What will ride to the rescue? The Digital Economy? The problem with the digital economy is that it is going through an analogue recession: this means that when our paymasters say they want us to collaborate, it is not because they like collaboration; it is because they think it will bring in the folding stuff. Not a long term model. Perhaps we should just accept that this will be a very, very long and slow process, and – even though the realisation that e-science is NOT just Grid has come about in less than five years, sustaining and growing the kind of fantastic, ground breaking research that the Initiative has been able to support in the seven projects, six workshops and three demonstrators will take a long time. As was said several times in the workshop, it will take engagement with the research councils, a recognition (not least by them) that the benefits will not all come in the short term, and an awareness to capitalize on highly relevant concepts such as Linked Data.

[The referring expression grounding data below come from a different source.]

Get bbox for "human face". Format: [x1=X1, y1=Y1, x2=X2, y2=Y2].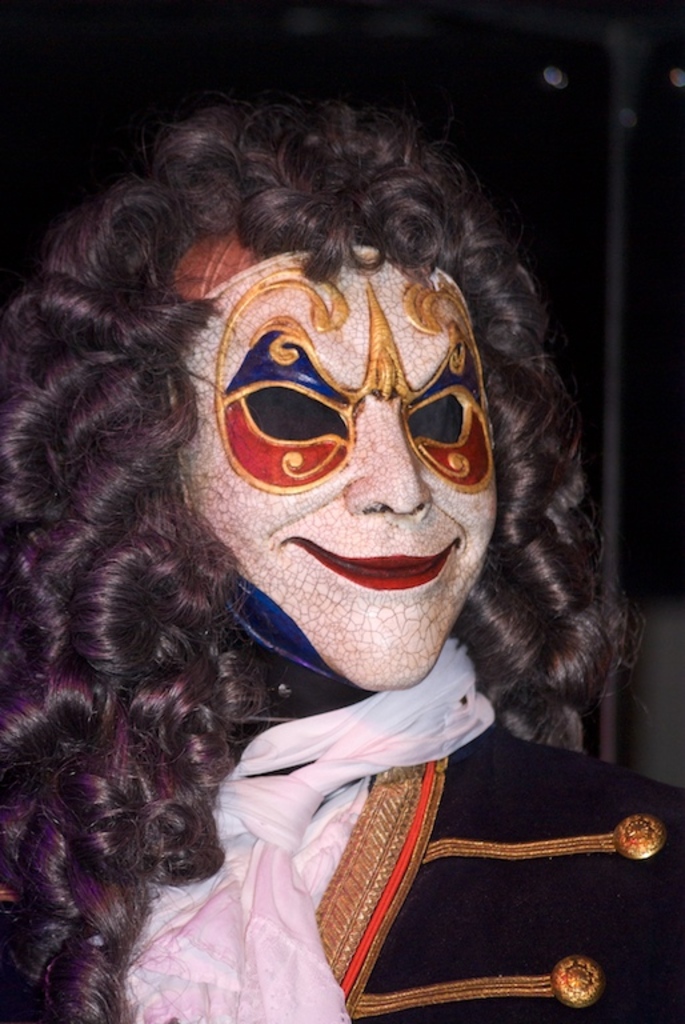
[x1=173, y1=220, x2=496, y2=699].
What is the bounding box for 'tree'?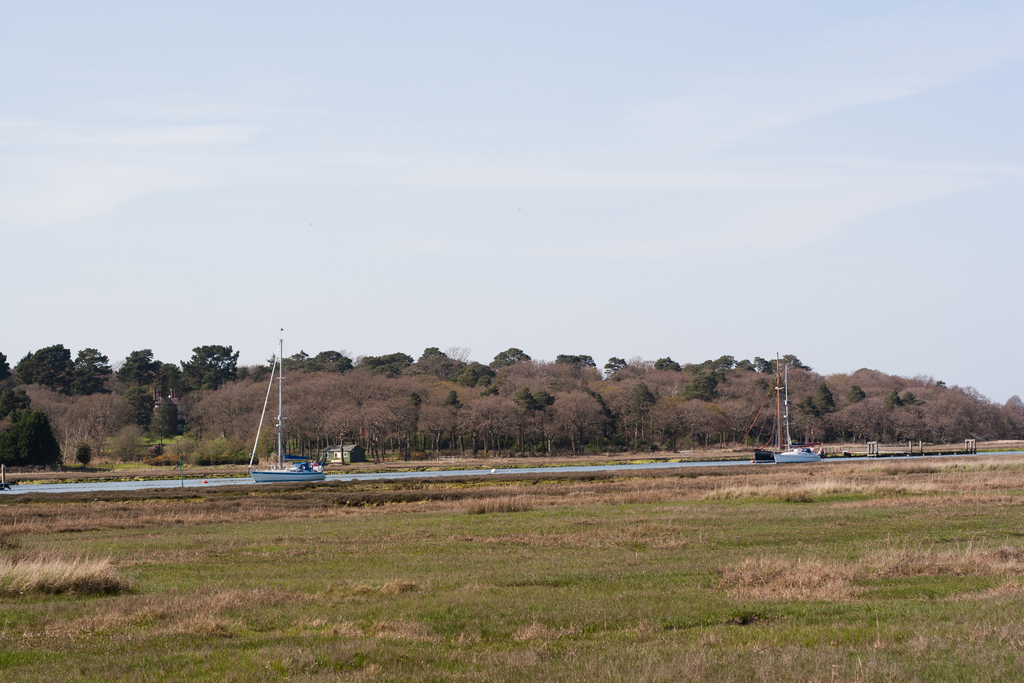
left=650, top=353, right=682, bottom=372.
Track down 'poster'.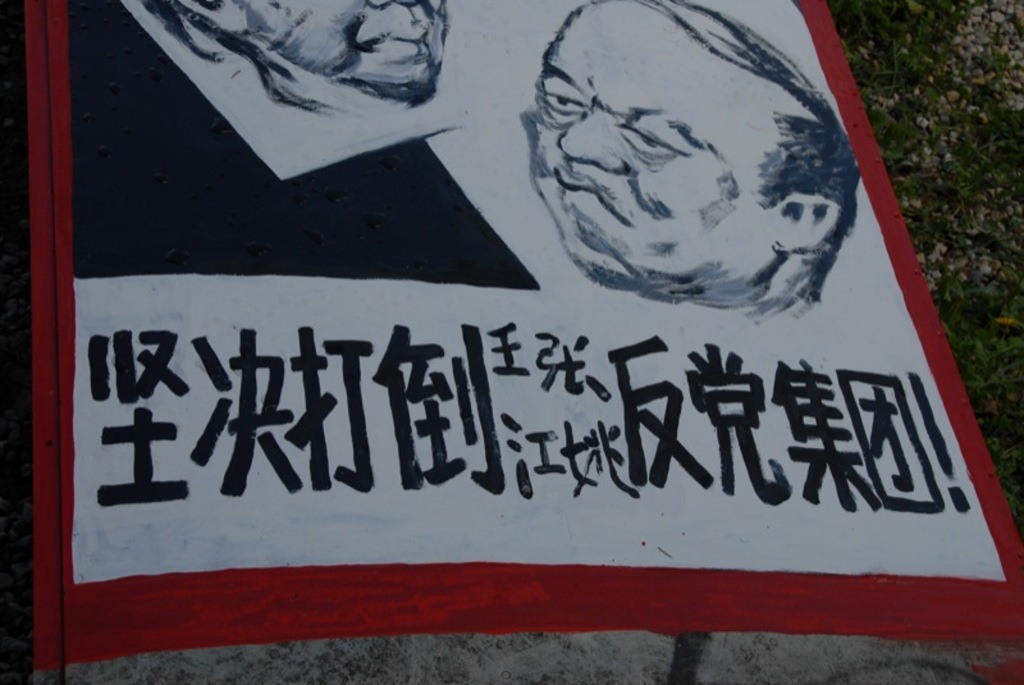
Tracked to locate(0, 0, 1023, 684).
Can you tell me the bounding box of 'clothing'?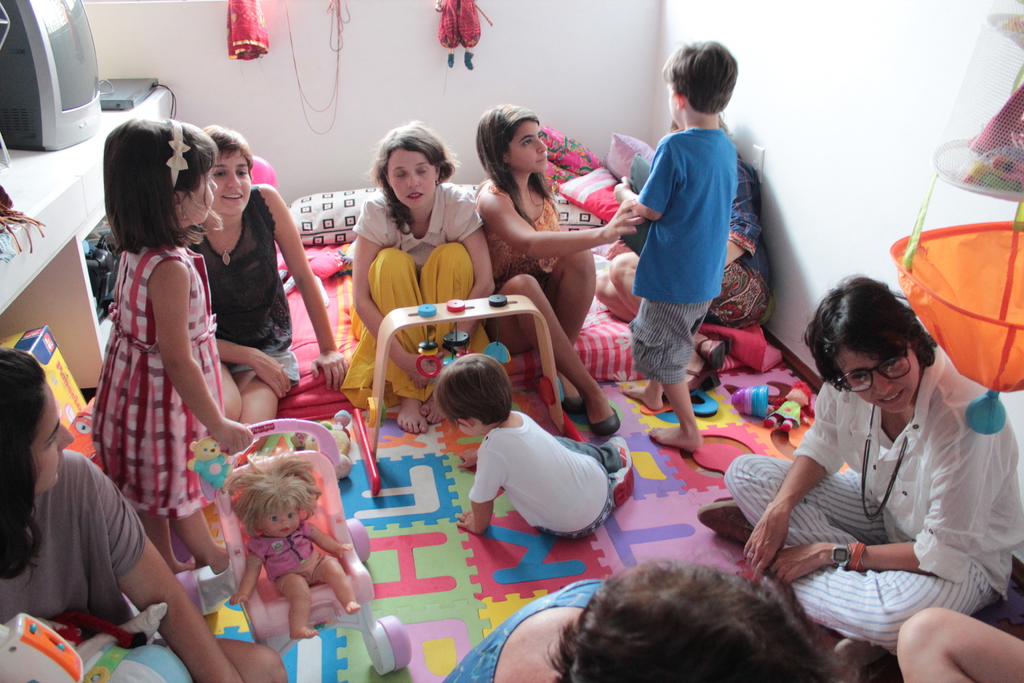
x1=181, y1=189, x2=302, y2=388.
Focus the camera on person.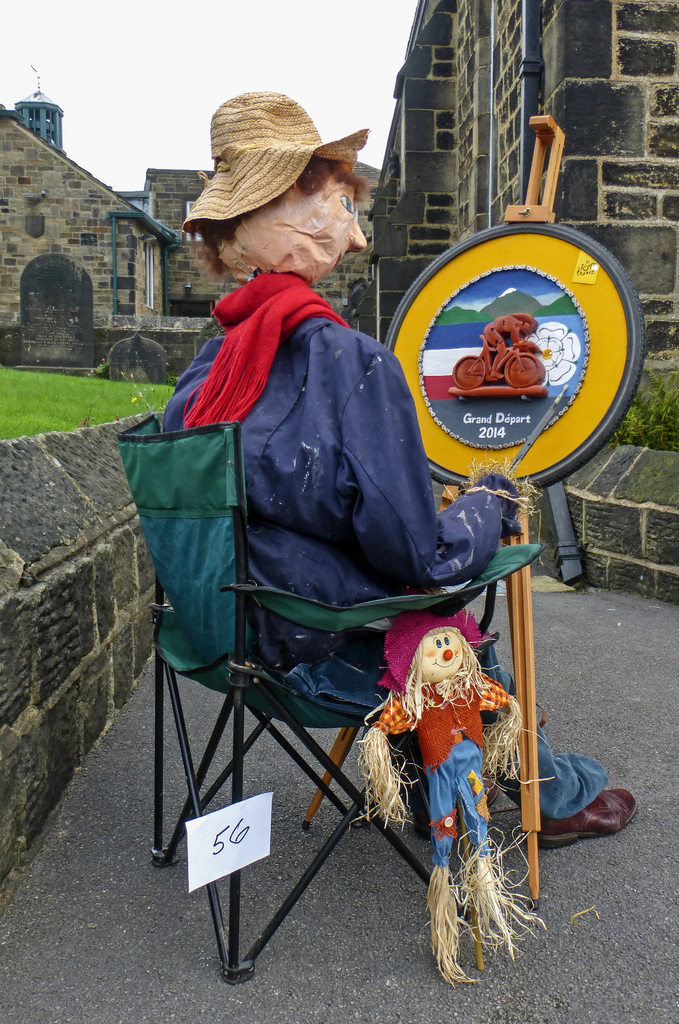
Focus region: [left=481, top=312, right=539, bottom=381].
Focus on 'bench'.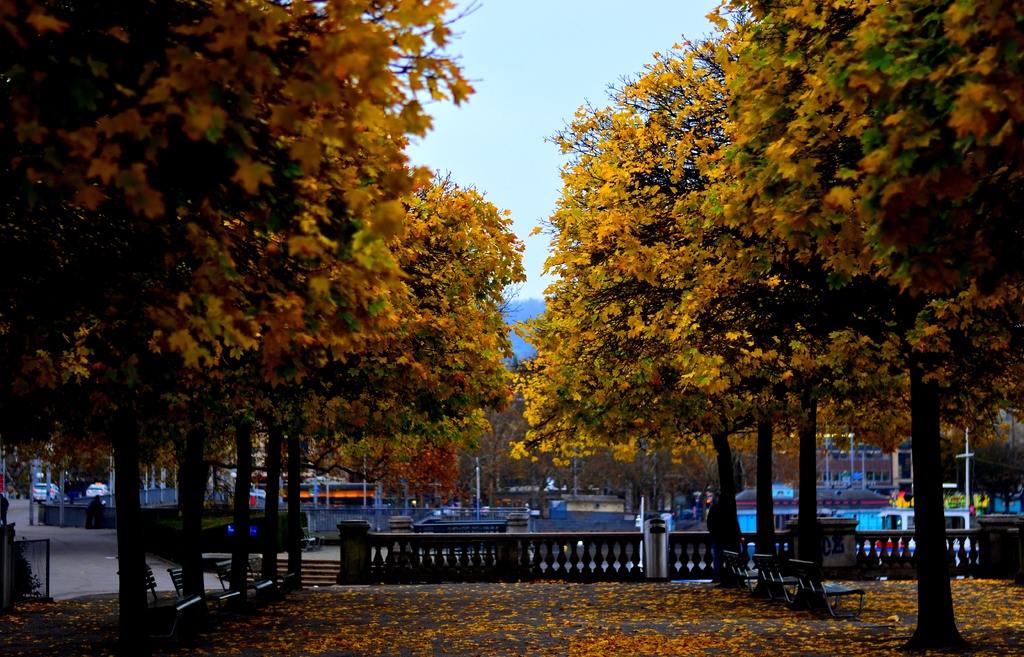
Focused at x1=113, y1=569, x2=198, y2=617.
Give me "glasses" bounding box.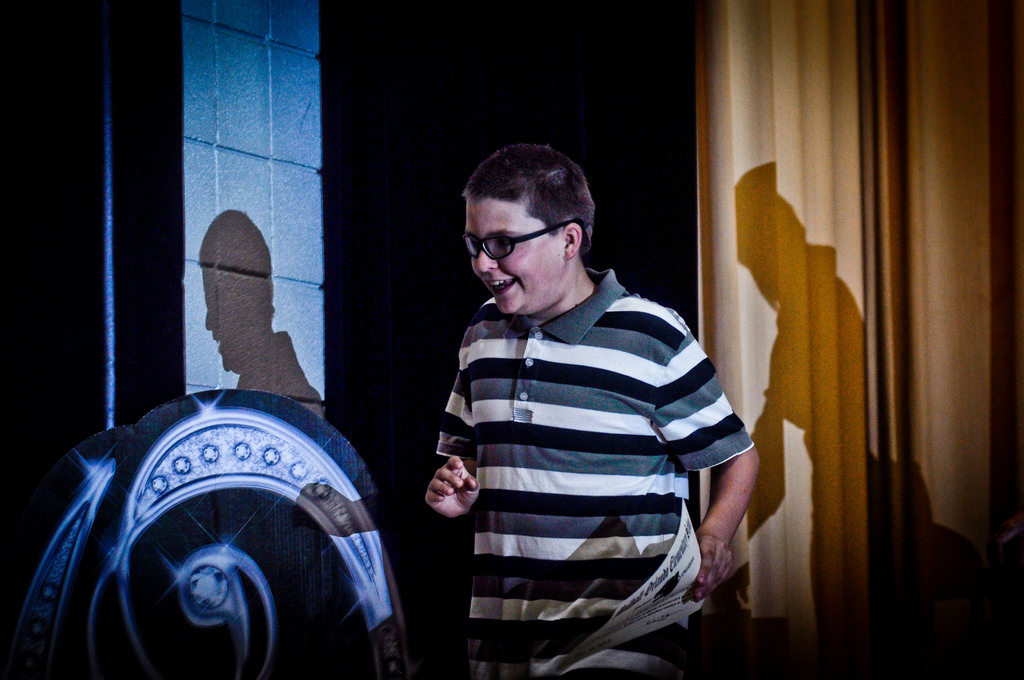
crop(458, 226, 600, 263).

It’s by no means all doom and gloom. In a very upbeat summing up, Dave De Roure noted that the Digital Humanities have been around considerably longer than e-Science, and may yet outlast it notwithstanding the recent trenchant analysis of Melissa Terras in her keynote at Digital Humanities 2010). The work of the projects has been, by any standard, world leading in the field, and the opportunities which have been created – and which have been exploited by our colleagues – are surely unquestionable. And as Dave pointed out, we have been able to look well beyond so-called ‘acceleration of research’ – doing things faster, cheaper and bigger – and instead done new things, and done them better. And I think there is a lesson about what kind of support a programme of this type needs, which is is equally interesting. In 2006 we, AHeSSC, were commissioned to provide helpdesk-type support, but I think it is probably fair to say that something a little more sophisticated was needed and – hopefully – provided.

Author: Stuart Dunn

I do various things, but mainly I am Professor of Spatial Humanities at King's College London's . My interests include things computational, cartographic and archaeological.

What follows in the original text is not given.